Vague Identity Adjectives Killed Trayvon

A February 2013 march for peace honoring Trayvon Martin

I came across a nice article in Salon yesterday on how good writing pushes against the mentality that led to the Trayvon Martin tragedy. Because people resorted to what author Karen E. Bender calls  “vague identity adjectives,” Trayvon was profiled and killed and reductive racial politics dominated much that came after.

Great literature, Bender says, pushes against such stereotyping. To make her point, Bender cites passages from Philip Roth’s Goodbye, Columbus, Sue Orlean’s The Orchard Thief, James Alan MacPherson’s essay “Why I Like Country Music,” Alice Walker’s short story “Everyday Use,” and the novel I discussed yesterday, Ralph Ellison’s Invisible Man.

Here’s Bender:

One of the great privileges of being a writer is the opportunity to see the world as specific—to embrace the complex universe that is each character. To just call a character “the black guy” or “the Jewish guy” is problematic because it really tells us nothing about the person.

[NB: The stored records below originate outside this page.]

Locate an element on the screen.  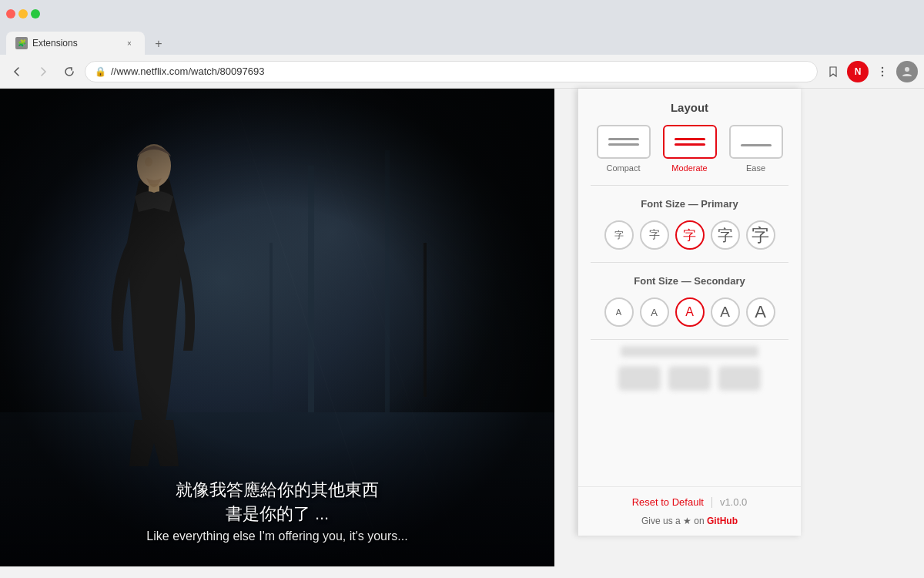
font-primary-title: Font Size — Primary is located at coordinates (690, 203).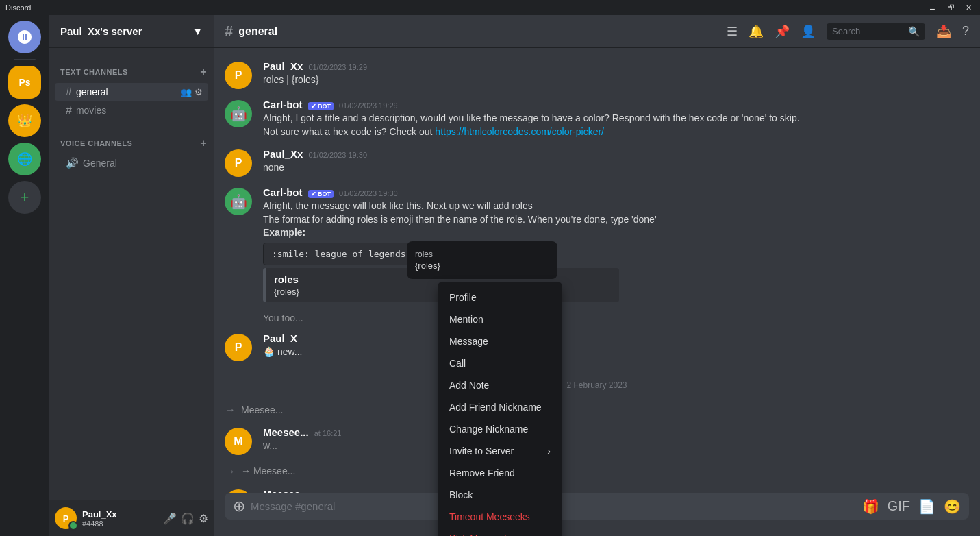  Describe the element at coordinates (131, 518) in the screenshot. I see `user-panel: P Paul_Xx #4488 🎤 🎧 ⚙` at that location.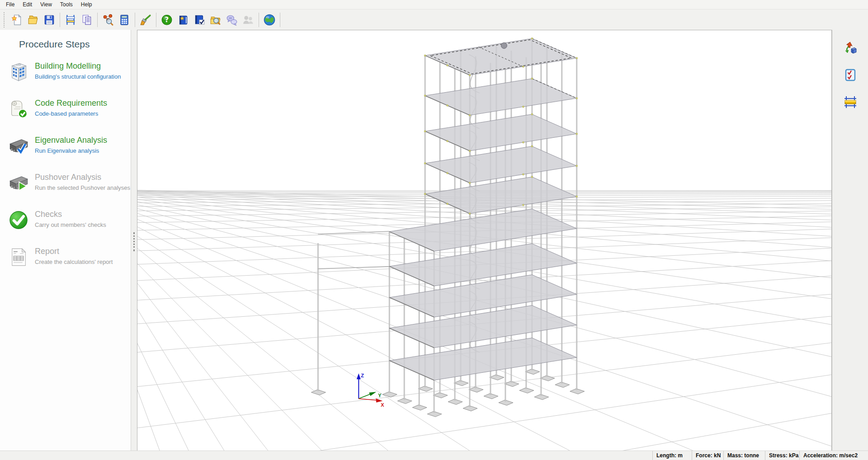  I want to click on step-subtitle: Create the calculations' report, so click(74, 262).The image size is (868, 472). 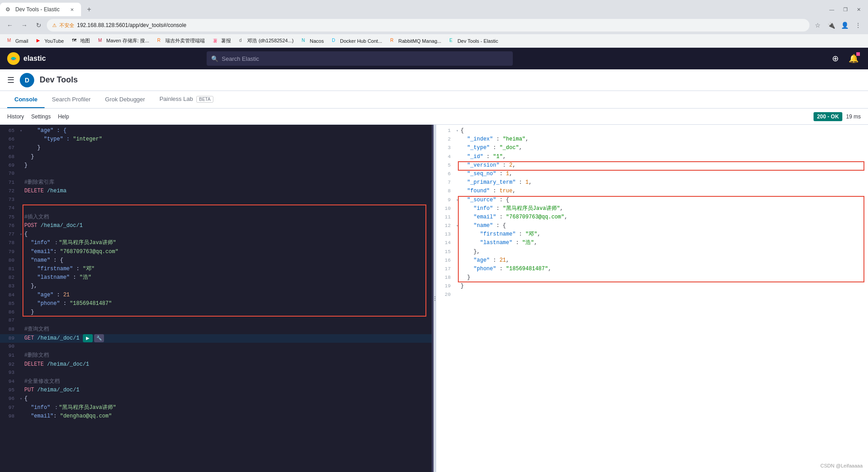 I want to click on docker-favicon: D, so click(x=335, y=41).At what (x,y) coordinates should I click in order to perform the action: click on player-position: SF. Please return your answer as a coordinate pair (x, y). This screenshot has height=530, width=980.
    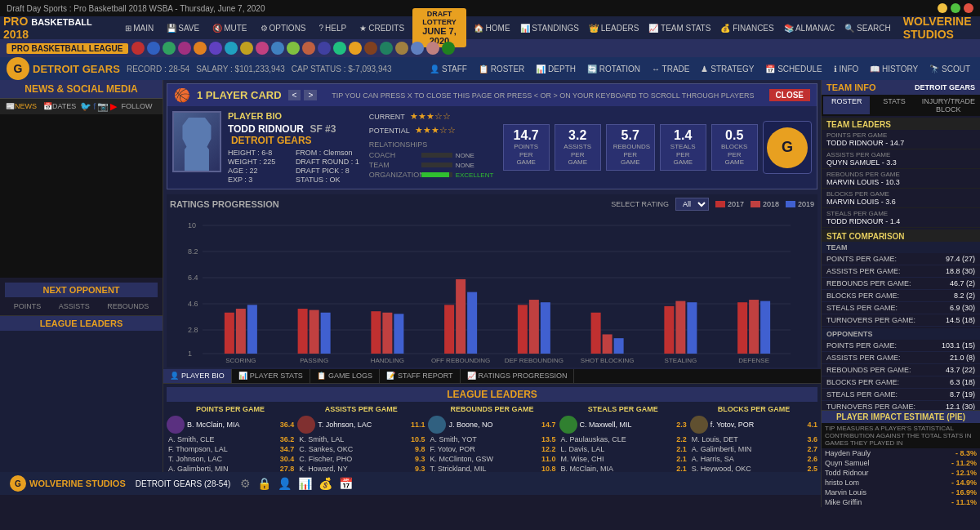
    Looking at the image, I should click on (315, 129).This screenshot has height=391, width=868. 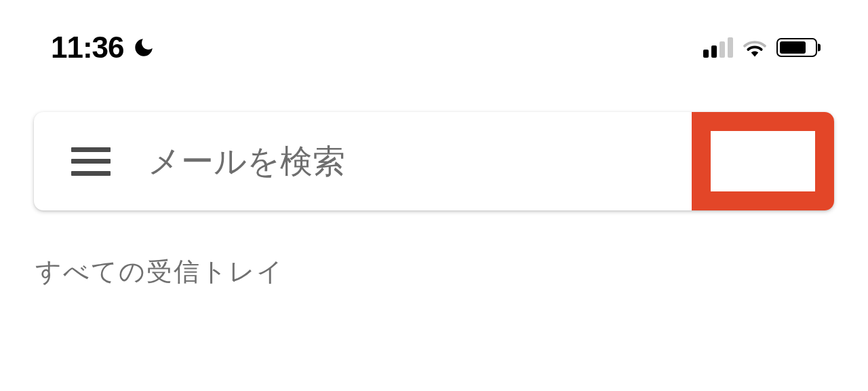 What do you see at coordinates (718, 48) in the screenshot?
I see `cellular-signal-icon` at bounding box center [718, 48].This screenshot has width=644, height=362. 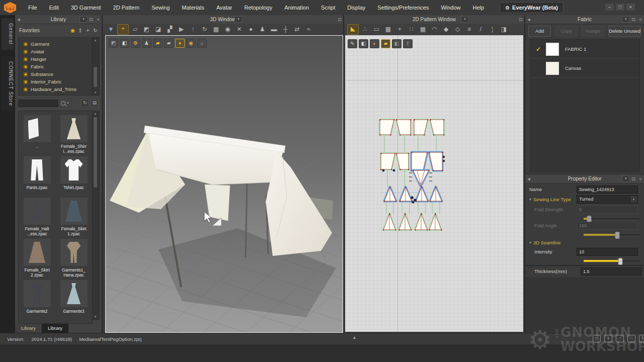 I want to click on move-garment-icon: ◩, so click(x=147, y=29).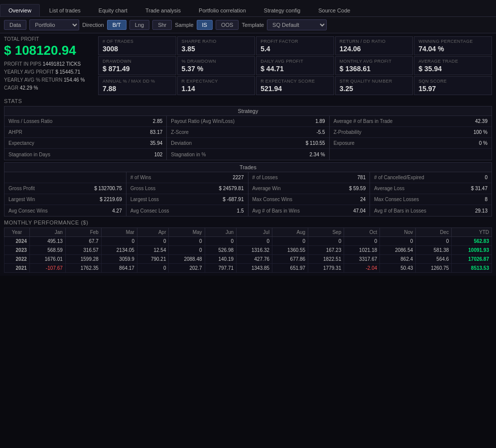 The image size is (496, 448). What do you see at coordinates (248, 250) in the screenshot?
I see `monthly-row-2023: 2023 568.59 316.57 2134.05 12.54 0 526.9…` at bounding box center [248, 250].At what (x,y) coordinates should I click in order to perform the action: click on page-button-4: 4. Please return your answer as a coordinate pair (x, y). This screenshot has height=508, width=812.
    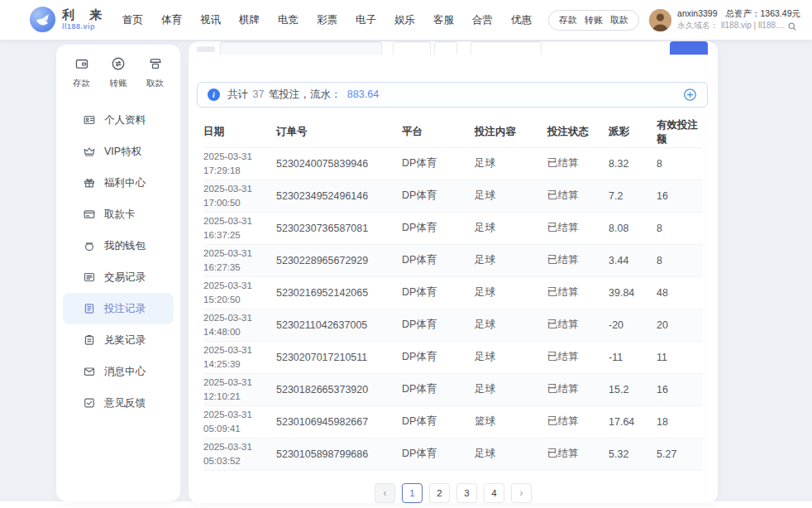
    Looking at the image, I should click on (494, 493).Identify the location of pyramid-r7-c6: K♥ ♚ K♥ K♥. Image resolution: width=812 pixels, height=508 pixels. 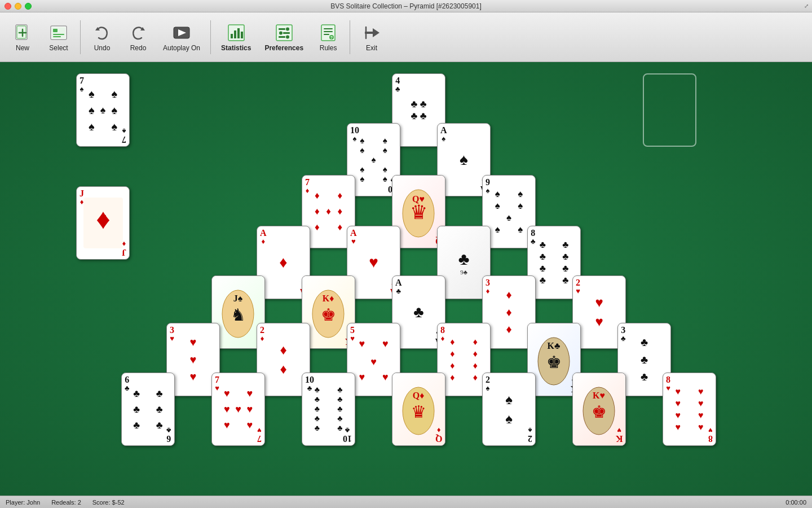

The vague description depends on a reader’s assumptions of what these words mean. I believe much biased thought actually evolves from this imprecision, because it is about the mental ease of a label. It is easier to try to label a person or group than to wrap your mind around the dizzying variation that resides in each human. But as writers, that is our duty.

Check out the article to read her examples and learn how she teaches her creative writing students. Here’s what she has to say about Goodbye, Columbus:

This is what I call the morality of specific language — finding the details unique to this character that can make him or her alive and surprising to the reader.  For example, the great first line in Philip Roth’s Goodbye, Columbus — “The first time I saw Brenda she asked me to hold her glasses.” This action reveals the entire dynamic between Neil and Brenda — that he, a “Jewish guy” from working-class Newark, is supposed to hold the glasses for Brenda, the wealthier “Jewish girl” from Short Hills, in their very first interaction.

Bender’s conclusion is a good argument about why literature is essential to developing good citizens:

In real life, on the news, in conversation, it is painful to hear individuals reduced to vague identifying adjectives, for it reveals thinking that is unclear and ultimately menacing to another person.  To use specific language, to really think about our characters, is not just good writing, but a moral duty. With the right descriptions, with the details that wake up the reader, writers can, perhaps, help them see past labels, and let go of their assumptions. We can, in our way, shine a light into the wide variety of people who walk the streets beside us. If this light can reveal all of a person’s strange, glorious uniqueness, perhaps we, as readers, as people, may be able to actually see each other.  Not as “the black guy” but as a person. Trayvon.

Literature can’t perform miracles. But it can help develop habits of mind that acknowledge the complexity that is other people.